Ben and I took this week off to build a fence and put in the vegetable garden. It has poured down rain every day. The soil was perfect for tilling a week and a half ago; now it is a soggy mess.
Monday was the only day the forecast didn’t guarantee rain, so we took Nora to the zoo. We saw:
- a male black bear named “Tough” get the bejeezus scared out of him by an intimating, glossy black female (all she did was approach him quickly);
- a really big frog;
- a cougar who took a particular interest in Nora and kept looking from her to me, as if asking me for permission to let her in to play (or be eaten);
- a baby elephant messing with a huge log in the swimming hole (I kept thinking of my mother-in-law who has a weakness for baby elephants — she would have been a puddle);
- two otters who thought very highly of themselves, displaying back-flip skills against the aquarium glass;
- some primates, who make one question the whole concept of a zoo, so human and forlorn do they appear;
- and a pride of lions casually lounging on some rocks. They looked like they could jump the ravine and pick off a few middle schoolers any time they felt like it.
Farmer wanna-be that I am, my favorite exhibit was the family farm, with miniature cows, goats, chickens and a raised bed garden. I now want raised beds. This would be advantage in a number of ways, the biggest one being there would be no annual argument about if we should till and when we should till. You build the bed, put great soil in it and leave it the hell alone. The soil doesn’t get trampled by dogs and toddlers and it warms faster in the spring, so early planting can begin without concern about the tiller wrecking early crops come May. And they look cool.
It’s ten years since we moved to Portland, the webs between our toes have fully formed — so we forged ahead on constructing the fence around our garden, it is nearly complete. Putting in the garden beds will have to wait for a few weeks of dry weather. I’m trying to roll with it, but sometimes I get a bit uptight about gardening. I strive for Martha Stewart like tidyness in the garden which is not realistic without a staff of dozens and oodles of cash. And she doesn’t have a toddler to contend with. Nora’s garden enthusiasm is strong, but she’s a soil tromper and will tear open a seed packet and fling seeds every which way. My only hope of keeping her as my garden companion is to chill out.
In the meantime, I can catch-up on laundry, because if Martha Stewart saw my basement right now, she’d be appalled. Do I care what she thinks? Not really. But Nora’s almost out of clean underwear.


:: What needs to be done ::
Each line that holds the string "condos" counts once. Say how many such lines the entries have, giving the number only.

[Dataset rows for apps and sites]
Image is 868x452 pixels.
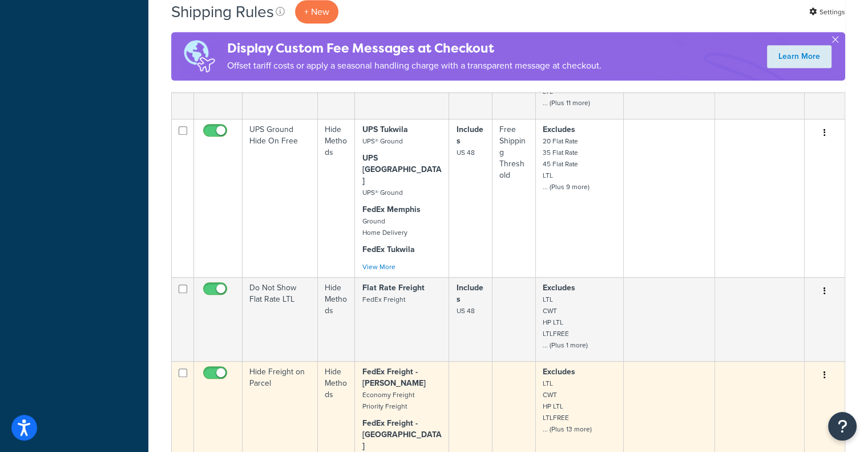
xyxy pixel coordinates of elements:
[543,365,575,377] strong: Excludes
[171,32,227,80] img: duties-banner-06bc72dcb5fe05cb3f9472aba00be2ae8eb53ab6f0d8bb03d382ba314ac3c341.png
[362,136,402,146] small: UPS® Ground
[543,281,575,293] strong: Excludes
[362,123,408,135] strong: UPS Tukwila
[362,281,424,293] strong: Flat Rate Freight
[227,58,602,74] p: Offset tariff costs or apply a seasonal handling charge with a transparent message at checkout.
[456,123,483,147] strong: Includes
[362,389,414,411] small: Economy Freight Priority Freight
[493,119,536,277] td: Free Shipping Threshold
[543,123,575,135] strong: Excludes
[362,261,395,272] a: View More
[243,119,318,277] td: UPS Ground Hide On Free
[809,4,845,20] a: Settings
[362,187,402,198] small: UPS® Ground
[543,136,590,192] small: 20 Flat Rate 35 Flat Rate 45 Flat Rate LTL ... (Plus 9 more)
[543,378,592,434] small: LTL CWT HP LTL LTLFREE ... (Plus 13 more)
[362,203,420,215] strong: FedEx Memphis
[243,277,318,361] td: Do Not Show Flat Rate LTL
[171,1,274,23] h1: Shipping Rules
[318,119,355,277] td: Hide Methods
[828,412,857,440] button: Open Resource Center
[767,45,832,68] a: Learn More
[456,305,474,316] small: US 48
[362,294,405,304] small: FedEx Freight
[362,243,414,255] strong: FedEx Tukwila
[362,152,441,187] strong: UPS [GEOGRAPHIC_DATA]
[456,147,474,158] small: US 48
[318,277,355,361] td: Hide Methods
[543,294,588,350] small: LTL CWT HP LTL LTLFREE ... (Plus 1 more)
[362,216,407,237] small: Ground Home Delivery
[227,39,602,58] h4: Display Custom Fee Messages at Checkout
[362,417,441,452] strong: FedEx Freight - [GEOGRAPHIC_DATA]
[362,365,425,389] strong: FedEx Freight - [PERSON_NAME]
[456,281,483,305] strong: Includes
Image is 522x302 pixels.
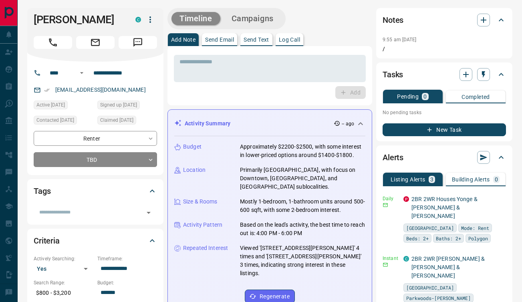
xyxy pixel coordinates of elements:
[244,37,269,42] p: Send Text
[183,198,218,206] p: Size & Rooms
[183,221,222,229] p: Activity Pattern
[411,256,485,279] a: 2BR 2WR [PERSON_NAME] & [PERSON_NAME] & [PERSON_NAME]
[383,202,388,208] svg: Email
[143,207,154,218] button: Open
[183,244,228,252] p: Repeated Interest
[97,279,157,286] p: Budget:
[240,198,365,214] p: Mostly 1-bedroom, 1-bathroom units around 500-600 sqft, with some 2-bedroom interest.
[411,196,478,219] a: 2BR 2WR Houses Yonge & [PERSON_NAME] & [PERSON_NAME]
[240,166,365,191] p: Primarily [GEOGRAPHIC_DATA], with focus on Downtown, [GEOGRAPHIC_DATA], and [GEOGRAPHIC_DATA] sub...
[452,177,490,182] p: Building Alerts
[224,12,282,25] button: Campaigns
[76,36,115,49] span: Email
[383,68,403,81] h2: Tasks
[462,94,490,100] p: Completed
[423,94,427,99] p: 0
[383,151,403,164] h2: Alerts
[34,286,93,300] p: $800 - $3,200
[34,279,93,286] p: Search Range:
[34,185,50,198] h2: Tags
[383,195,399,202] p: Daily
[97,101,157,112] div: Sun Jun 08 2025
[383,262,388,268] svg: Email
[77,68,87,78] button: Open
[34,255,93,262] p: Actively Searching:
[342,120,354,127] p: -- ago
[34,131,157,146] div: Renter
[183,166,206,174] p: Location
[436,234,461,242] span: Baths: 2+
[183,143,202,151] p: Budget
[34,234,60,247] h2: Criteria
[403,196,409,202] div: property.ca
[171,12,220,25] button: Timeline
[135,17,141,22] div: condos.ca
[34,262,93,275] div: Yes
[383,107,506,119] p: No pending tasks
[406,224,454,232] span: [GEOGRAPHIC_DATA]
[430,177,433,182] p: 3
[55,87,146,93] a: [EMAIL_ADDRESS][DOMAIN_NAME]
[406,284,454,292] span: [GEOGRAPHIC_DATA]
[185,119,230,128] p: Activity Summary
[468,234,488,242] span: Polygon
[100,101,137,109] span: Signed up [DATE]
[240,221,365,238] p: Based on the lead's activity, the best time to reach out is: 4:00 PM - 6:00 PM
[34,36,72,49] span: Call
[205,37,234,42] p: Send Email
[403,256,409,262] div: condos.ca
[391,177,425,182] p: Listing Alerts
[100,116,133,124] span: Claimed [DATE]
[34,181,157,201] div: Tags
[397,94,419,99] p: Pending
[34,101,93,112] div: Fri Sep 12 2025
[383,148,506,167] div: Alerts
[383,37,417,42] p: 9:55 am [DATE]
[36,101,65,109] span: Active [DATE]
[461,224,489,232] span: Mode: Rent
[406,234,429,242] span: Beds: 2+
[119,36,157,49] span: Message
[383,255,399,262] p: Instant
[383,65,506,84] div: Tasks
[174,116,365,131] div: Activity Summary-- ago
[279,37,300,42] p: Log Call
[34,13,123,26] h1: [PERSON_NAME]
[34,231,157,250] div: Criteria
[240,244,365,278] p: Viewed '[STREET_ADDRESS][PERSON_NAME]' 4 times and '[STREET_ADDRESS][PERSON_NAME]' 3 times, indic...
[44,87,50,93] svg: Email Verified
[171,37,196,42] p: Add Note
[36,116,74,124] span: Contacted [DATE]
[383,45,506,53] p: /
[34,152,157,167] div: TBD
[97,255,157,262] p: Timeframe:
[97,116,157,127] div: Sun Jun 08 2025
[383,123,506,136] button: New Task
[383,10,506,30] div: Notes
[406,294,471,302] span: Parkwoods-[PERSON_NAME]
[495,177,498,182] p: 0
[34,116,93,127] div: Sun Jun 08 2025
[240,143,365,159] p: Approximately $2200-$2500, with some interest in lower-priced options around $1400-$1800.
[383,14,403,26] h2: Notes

:: Output of the exercise ::
2